How Kimberly‐Clark Uses Real Options
Martha Amram,
Fanfu Li and
Cheryl A. Perkins
Journal of Applied Corporate Finance, 2006, vol. 18, issue 2, 40-47
Abstract:
During the past five years, Kimberly‐Clark (K‐C) has faced a familiar management challenge: How can senior managers bring the rigor and discipline used to make daily operating decisions to the uncertain and risky world of innovation? The challenge was particularly acute at K‐C because the company is well known for its reliance on Return On Invested Capital (ROIC) and Discounted Cash Flow (DCF), both measures that are widely believed to lead to undervaluation of projects with risky upside potential. This article discusses how and why K‐C adopted and now uses the real options approach to project evaluation and management. The authors also share some lessons learned during the adoption process, including how the company adapted the real options framework to its own circumstances and requirements. The K‐C experience shows that successful adoption rests on a number of factors that have less to do with the rigor or precision of quantitative models than with matters of corporate process and organizational design.
Date: 2006
References: Add references at CitEc
Citations: View citations in EconPapers (3)
Downloads: (external link)
https://doi.org/10.1111/j.1745-6622.2006.00086.x
Related works:
This item may be available elsewhere in EconPapers: Search for items with the same title.
Export reference: BibTeX
RIS (EndNote, ProCite, RefMan)
HTML/Text
Persistent link: https://EconPapers.repec.org/RePEc:bla:jacrfn:v:18:y:2006:i:2:p:40-47
Ordering information: This journal article can be ordered from
http://www.blackwell ... bs.asp?ref=1078-1196
Access Statistics for this article
Journal of Applied Corporate Finance is currently edited by Donald H. Chew Jr.
More articles in Journal of Applied Corporate Finance from Morgan Stanley
Bibliographic data for series maintained by Wiley Content Delivery ().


What is being asked: Going through the entries below, work out how many lines have the string "chart" in them. Give the number and nothing more.

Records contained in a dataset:
+--
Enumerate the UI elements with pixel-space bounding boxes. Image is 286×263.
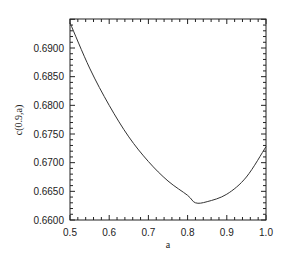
y-tick-label: 0.6700 <box>33 157 64 168</box>
y-tick-label: 0.6850 <box>33 71 64 82</box>
plot-frame <box>70 19 266 220</box>
y-tick-label: 0.6900 <box>33 43 64 54</box>
y-tick-label: 0.6800 <box>33 100 64 111</box>
x-tick-label: 0.7 <box>141 227 155 238</box>
y-tick-label: 0.6750 <box>33 129 64 140</box>
x-tick-label: 0.6 <box>102 227 116 238</box>
axis-ticks <box>70 19 266 220</box>
x-axis-label: a <box>166 239 171 250</box>
x-tick-label: 0.9 <box>220 227 234 238</box>
chart: 0.50.60.70.80.91.0 0.66000.66500.67000.6… <box>0 0 286 263</box>
y-tick-label: 0.6650 <box>33 186 64 197</box>
x-tick-label: 0.8 <box>181 227 195 238</box>
x-tick-label: 1.0 <box>259 227 273 238</box>
data-line <box>70 23 266 204</box>
y-tick-label: 0.6600 <box>33 215 64 226</box>
y-axis-label: c(0.9,a) <box>13 105 25 136</box>
x-tick-label: 0.5 <box>63 227 77 238</box>
x-tick-labels: 0.50.60.70.80.91.0 <box>63 227 273 238</box>
y-tick-labels: 0.66000.66500.67000.67500.68000.68500.69… <box>33 43 64 226</box>
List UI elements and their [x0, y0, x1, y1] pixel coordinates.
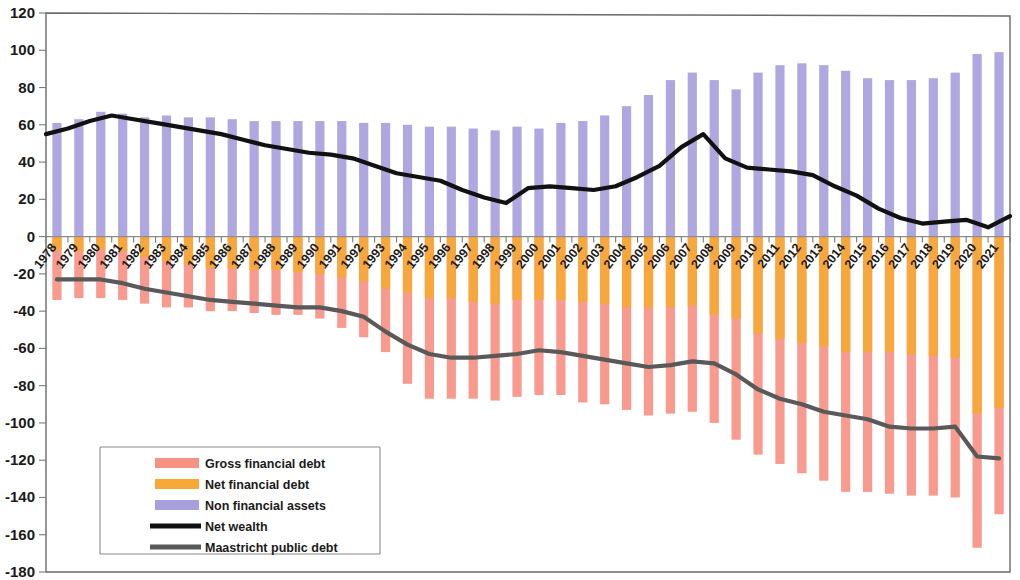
bar-non-financial-assets	[929, 78, 938, 236]
bar-non-financial-assets	[447, 127, 456, 237]
bar-non-financial-assets	[74, 119, 83, 236]
y-tick-label: 80	[18, 79, 35, 96]
bar-non-financial-assets	[512, 127, 521, 237]
bar-non-financial-assets	[775, 65, 784, 236]
bar-non-financial-assets	[797, 63, 806, 236]
y-tick-label: 60	[18, 116, 35, 133]
y-tick-label: -40	[13, 302, 35, 319]
bar-non-financial-assets	[250, 121, 259, 237]
legend-label: Non financial assets	[205, 499, 326, 513]
bar-non-financial-assets	[140, 117, 149, 236]
bar-non-financial-assets	[710, 80, 719, 237]
bar-non-financial-assets	[622, 106, 631, 236]
bar-non-financial-assets	[973, 54, 982, 237]
bar-non-financial-assets	[556, 123, 565, 237]
y-tick-label: -160	[5, 526, 35, 543]
bar-non-financial-assets	[863, 78, 872, 236]
bar-non-financial-assets	[469, 129, 478, 237]
chart-container: 120100806040200-20-40-60-80-100-120-140-…	[0, 0, 1020, 580]
bar-non-financial-assets	[184, 117, 193, 236]
y-axis-ticks: 120100806040200-20-40-60-80-100-120-140-…	[5, 4, 46, 580]
bar-non-financial-assets	[425, 127, 434, 237]
bar-non-financial-assets	[206, 117, 215, 236]
y-tick-label: 100	[10, 41, 35, 58]
bar-non-financial-assets	[52, 123, 61, 237]
bar-non-financial-assets	[118, 114, 127, 237]
bar-non-financial-assets	[841, 71, 850, 237]
y-tick-label: -80	[13, 377, 35, 394]
bar-net-financial-debt	[994, 237, 1003, 408]
bar-non-financial-assets	[162, 115, 171, 236]
bar-non-financial-assets	[534, 129, 543, 237]
legend-label: Gross financial debt	[205, 457, 326, 471]
y-tick-label: -120	[5, 451, 35, 468]
bar-non-financial-assets	[271, 121, 280, 237]
bar-non-financial-assets	[688, 73, 697, 237]
bar-non-financial-assets	[96, 112, 105, 237]
y-tick-label: -20	[13, 265, 35, 282]
y-tick-label: -180	[5, 563, 35, 580]
balance-sheet-chart: 120100806040200-20-40-60-80-100-120-140-…	[0, 0, 1020, 580]
y-tick-label: -100	[5, 414, 35, 431]
bar-non-financial-assets	[315, 121, 324, 237]
legend-label: Net wealth	[205, 520, 268, 534]
line-maastricht_public_debt	[57, 279, 999, 458]
bar-non-financial-assets	[491, 130, 500, 236]
bar-non-financial-assets	[907, 80, 916, 237]
bar-non-financial-assets	[293, 121, 302, 237]
y-tick-label: 20	[18, 190, 35, 207]
bar-non-financial-assets	[753, 73, 762, 237]
legend-swatch-bar	[155, 458, 199, 468]
bar-non-financial-assets	[381, 123, 390, 237]
bar-non-financial-assets	[359, 123, 368, 237]
bar-non-financial-assets	[578, 121, 587, 237]
bar-non-financial-assets	[600, 115, 609, 236]
y-tick-label: -60	[13, 339, 35, 356]
bar-non-financial-assets	[819, 65, 828, 236]
y-tick-label: -140	[5, 488, 35, 505]
bar-non-financial-assets	[994, 52, 1003, 236]
legend-label: Maastricht public debt	[205, 541, 338, 555]
y-tick-label: 120	[10, 4, 35, 21]
y-tick-label: 0	[27, 228, 35, 245]
legend-swatch-bar	[155, 500, 199, 510]
legend-label: Net financial debt	[205, 478, 310, 492]
chart-legend: Gross financial debtNet financial debtNo…	[100, 447, 380, 555]
legend-swatch-bar	[155, 479, 199, 489]
bar-non-financial-assets	[403, 125, 412, 237]
bar-non-financial-assets	[644, 95, 653, 237]
y-tick-label: 40	[18, 153, 35, 170]
bar-non-financial-assets	[337, 121, 346, 237]
bar-non-financial-assets	[951, 73, 960, 237]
+--
Result of this task: 4